The principle, codified by redteam.guide and inherited from military doctrine, is simple: engagements must be grounded in what real threats actually do, not just what defenders plan for. A blue team that prepares for the threat they wish they had — instead of the threat that actually exists — has prepared for nothing. Decepticon enforces this principle by requiring an explicit threat profile before generating an OPPLAN.

The Threat Profile

Decepticon adopts the seven-field threat profile structure used across the industry. Each engagement begins by selecting or authoring a profile:
The threat profile is not a wishlist — it is a constraint. Decepticon will not use techniques that are out of profile, because the value of emulation is precisely that it teaches the blue team to recognize that adversary.

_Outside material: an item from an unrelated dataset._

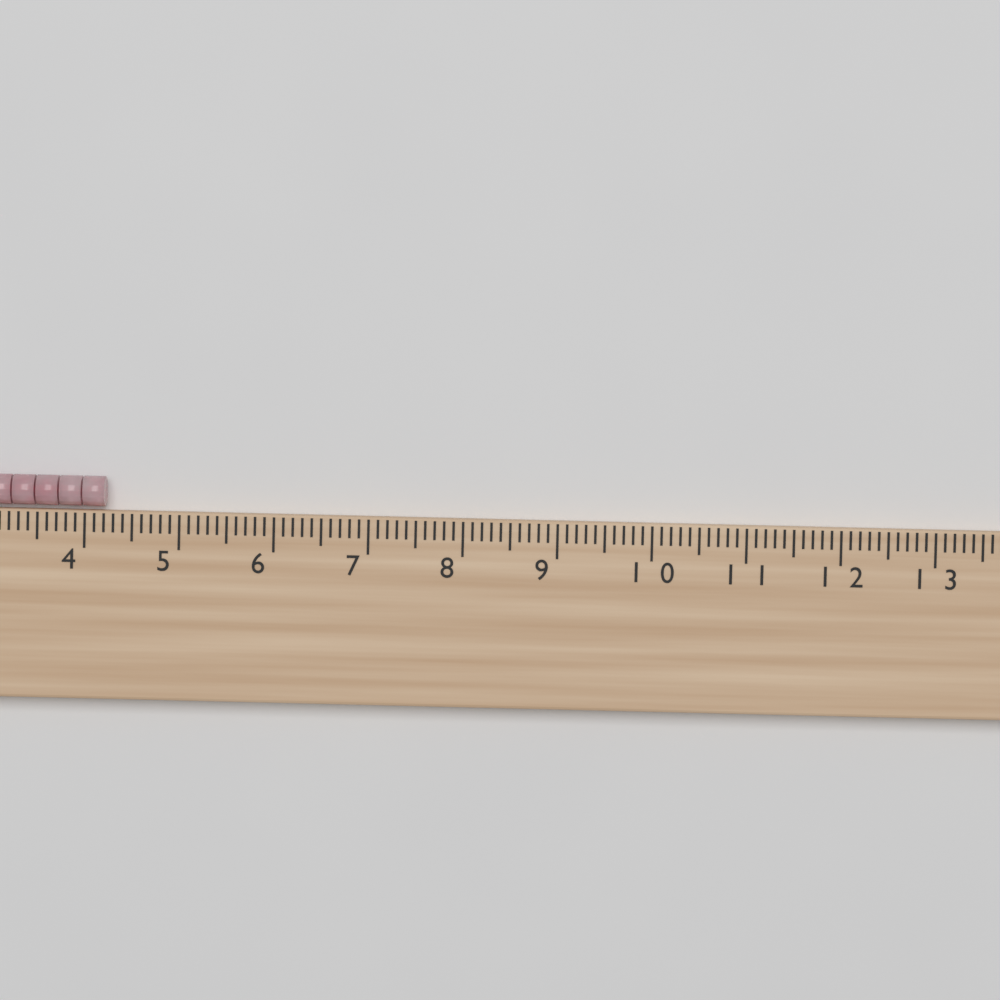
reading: 4.2 cm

How Decepticon Consumes a Threat Profile

When you start an engagement, the Soundwave planning agent interviews the operator and produces:
1

ConOps draft with embedded threat profile

Soundwave selects or composes a profile from the seven-field template, then weaves it into the Concept of Operations as the engagement’s “adversary of record.”
2

OPPLAN objectives constrained to in-profile TTPs

Each objective is tagged with MITRE ATT&CK IDs. The orchestrator refuses to schedule objectives whose TTPs fall outside the profile.
3

Skill loading filtered by profile match

Decepticon’s progressive-disclosure skill system loads only skills whose mitre_attack tags overlap with the profile. Out-of-profile skills are kept off the agent’s working set.
4

C2 channel selection by profile

The C2 tier and channel choices (Sliver mTLS, HTTPS, DNS) are picked to mirror the profile’s actual tradecraft — so the blue team’s detections fire against the right shapes.

Threat Profile vs. Pentest Scope

A pentest scope says “these IPs, these apps, these dates.” A threat profile says “this adversary, with these capabilities, motivated by these goals.” The two are not interchangeable.

Authoring a Custom Profile

Custom profiles live alongside the default ones in the Soundwave skills directory. A minimal profile is YAML frontmatter plus prose:
When this profile is selected, every Decepticon agent inherits its constraints — including the orchestrator’s refusal to schedule fast-callback C2 or noisy initial-access vectors.

Skill System

See how progressive-disclosure skills filter by ATT&CK overlap with the active threat profile.